The pressures of trying to produce a company report have me tied down, but Amy Oliver of the Independence Institute has pointed out that today is the 148th anniversary of Lincoln's "House Divided" Speech to the Illinois Republican Convention.
Best-known is the opening:
If we could first know where we are, and whither we are tending, we could better judge what to do, and how to do it. We are now far into the fifth year, since a policy was initiated with the avowed object, and confident promise, of putting an end to slavery agitation. Under the operation of that policy, that agitation has not only not ceased, but has constantly augmented. In my opinion, it will not cease, until a crisis shall have been reached and passed. "A house divided against itself cannot stand." I believe this government cannot endure permanently half slave and half free. I do not expect the Union to be dissolved—I do not expect the house to fall—but I do expect it will cease to be divided. It will become all one thing, or all the other. Either the opponents of slavery will arrest the further spread of it, and place it where the public mind shall rest in the belief that it is in the course of ultimate extinction; or its advocates will push it forward, till it shall become alike lawful in all the States, old as well as new—North as well as South.
However, equally important is the closing. Here, Lincoln argues that while a political movement must be willing to accept help from all responsible comers, the leadership of a great cause must be entrusted to those who actually believe in it. Otherwise, it will eventually be betrayed by those who see a way to defend their true interests and values without actually delivering a victory:
Senator Douglas holds, we know, that a man may rightfully be wiser to—day than he was yesterday—that he may rightfully change when he finds himself wrong. But can we, for that reason, run ahead, and infer that he will make any particular change, of which he, himself, has given no intimation? Can we safely base our action upon any such vague inference? Now, as ever, I wish not to misrepresent Judge Douglas’s position, question his motives, or do aught that can be personally offensive to him. Whenever, if ever, he and we can come together on principle so that our cause may have assistance from his great ability, I hope to have interposed no adventitious obstacle. But clearly, he is not now with us—he does not pretend to be—he does not promise ever to be.Our cause, then, must be intrusted to, and conducted by, its own undoubted friends—those whose hands are free, whose hearts are in the work—who do care for the result. Two years ago the Republicans of the nation mustered over thirteen hundred thousand strong. We did this under the single impulse of resistance to a common danger, with every external circumstance against us. Of strange, discordant, and even hostile elements, we gathered from the four winds, and formed and fought the battle through, under the constant hot fire of a disciplined, proud and pampered enemy. Did we brave all then, to falter now?—now, when that same enemy is wavering, dissevered and belligerent? The result is not doubtful. We shall not fail—if we stand firm, we shall not fail. Wise counsels may accelerate, or mistakes delay it, but, sooner or later, the victory is sure to come.
While others of Lincoln's speeches are better-remembered, coming as they did during the crisis of the Civil War, Harry Jaffa considers this to be the most consequential of Lincoln's speeches.
As Don Fehrenbacher has written, everyone knew that a South that would not accept Stephen A. Douglas as leader of the Democratic Party, would never accept Abraham Lincoln as President of the United States. Yet the South was foolish in what it did. It actually looked at Douglas through the lenses Lincoln had kindly provided them in the debates, in the follow-up of the House Divided speech. Had they abated their demand for a slave code for Territories, they might have elected a President who might have found more certain means of guaranteeing the survival and success of slavery. Indeed, for all we know, slavery might be flourishing amongst us even now. That it does not, we have the House Divided speech to thank.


### Task
Every line below must be reproduced exactly; no pictures are to be included.

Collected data
- Opening Delimiter -

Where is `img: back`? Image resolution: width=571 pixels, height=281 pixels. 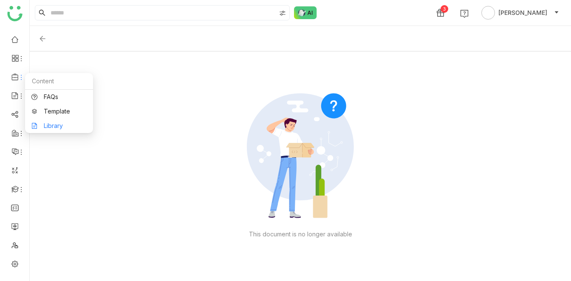
img: back is located at coordinates (42, 39).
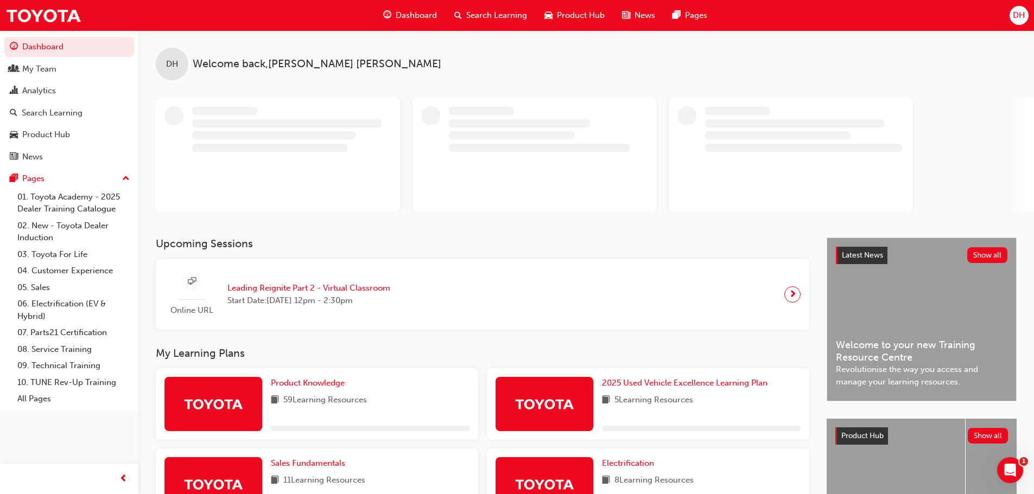 The height and width of the screenshot is (494, 1034). What do you see at coordinates (46, 135) in the screenshot?
I see `div: Product Hub` at bounding box center [46, 135].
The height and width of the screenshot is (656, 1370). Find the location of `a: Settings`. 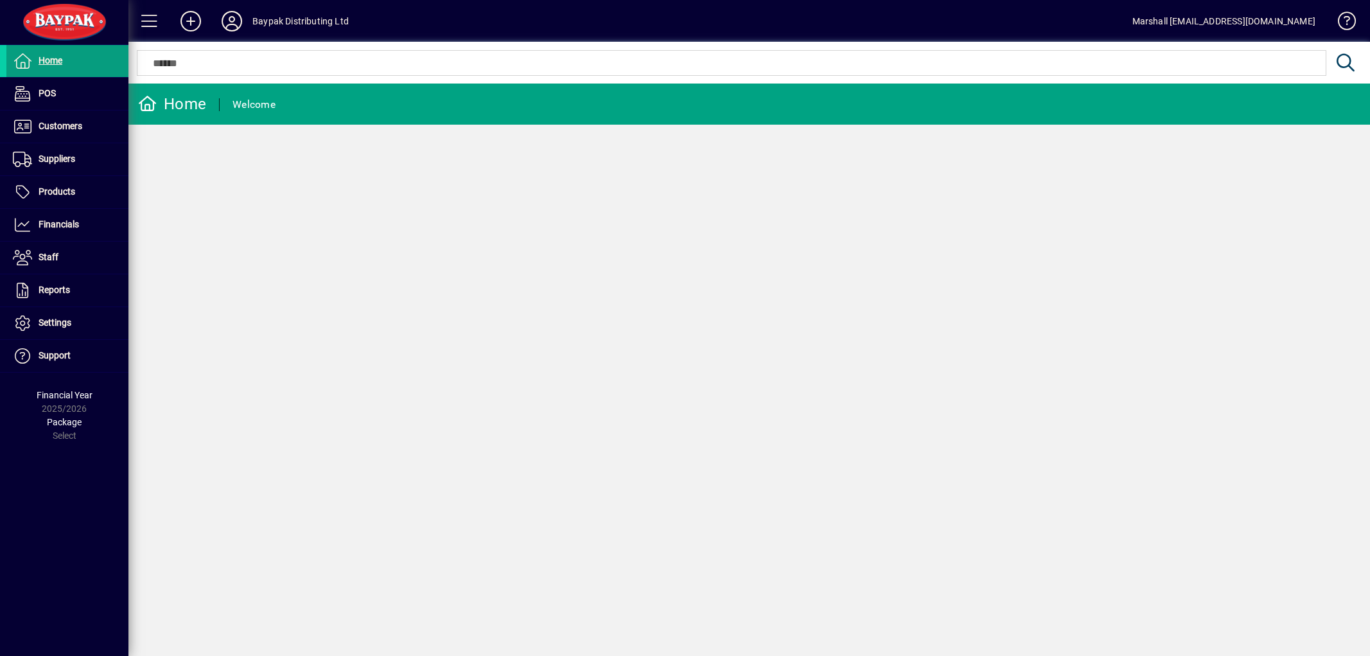

a: Settings is located at coordinates (67, 323).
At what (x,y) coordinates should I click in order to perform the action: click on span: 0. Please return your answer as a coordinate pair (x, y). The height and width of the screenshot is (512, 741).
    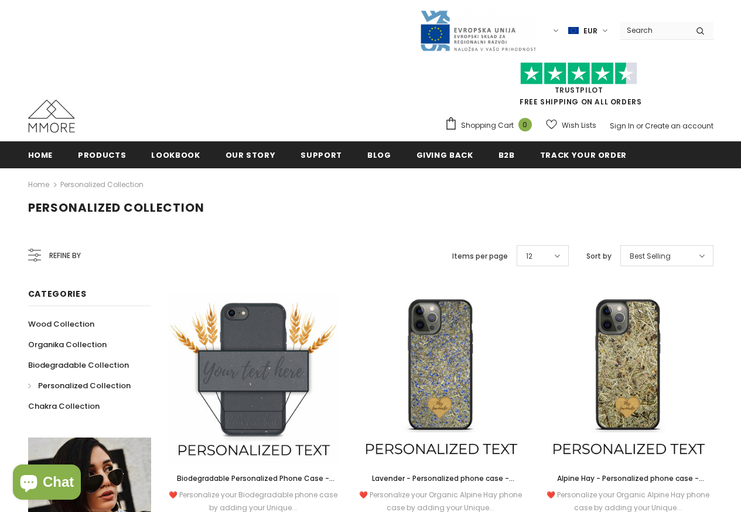
    Looking at the image, I should click on (525, 124).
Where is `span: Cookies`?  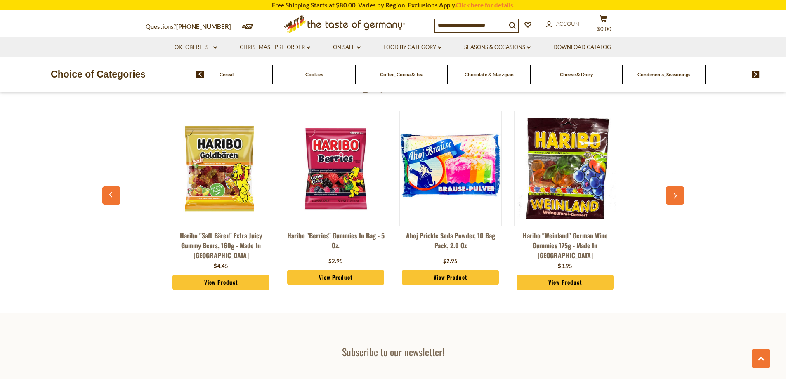
span: Cookies is located at coordinates (314, 74).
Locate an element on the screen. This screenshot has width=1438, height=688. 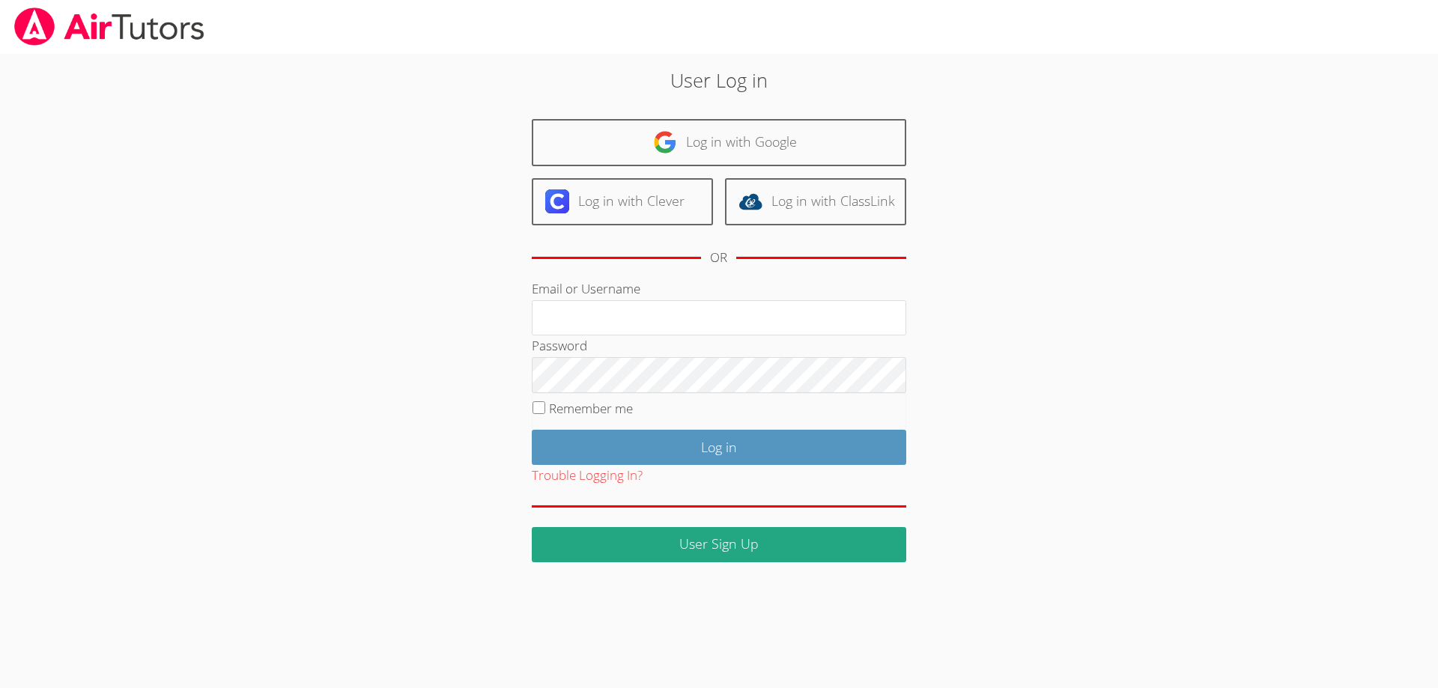
img: clever-logo-6eab21bc6e7a338710f1a6ff85c0baf02591cd810cc4098c63d3a4b26e2feb20.svg is located at coordinates (557, 202).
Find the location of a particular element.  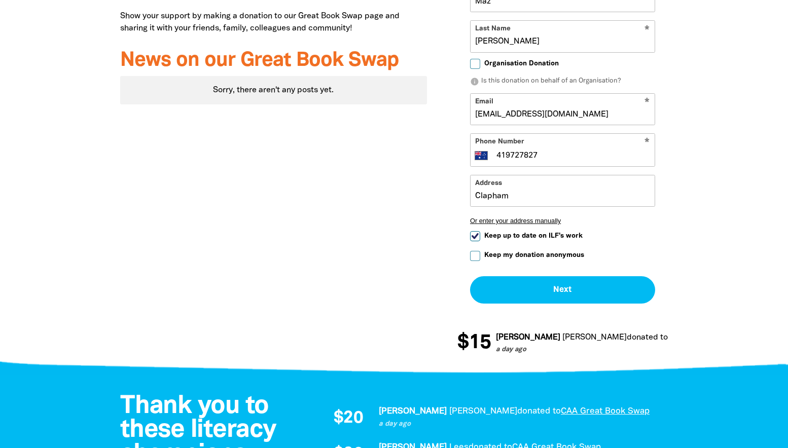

- Closing Delimiter -

### Your solution
Where is `img: back`? Image resolution: width=571 pixels, height=281 pixels. 
img: back is located at coordinates (42, 39).
 The height and width of the screenshot is (494, 1034). What do you see at coordinates (46, 135) in the screenshot?
I see `div: Product Hub` at bounding box center [46, 135].
The height and width of the screenshot is (656, 1370). Find the location of `a: Settings`. 

a: Settings is located at coordinates (67, 323).
At what (x,y) coordinates should I click in order to perform the action: click on span: 0. Please return your answer as a coordinate pair (x, y). The height and width of the screenshot is (512, 741).
    Looking at the image, I should click on (525, 124).
Where is `span: Cookies`?  
span: Cookies is located at coordinates (314, 74).
Locate an element on the screen. This screenshot has width=1438, height=688. 
img: clever-logo-6eab21bc6e7a338710f1a6ff85c0baf02591cd810cc4098c63d3a4b26e2feb20.svg is located at coordinates (557, 202).
Find the location of a particular element.  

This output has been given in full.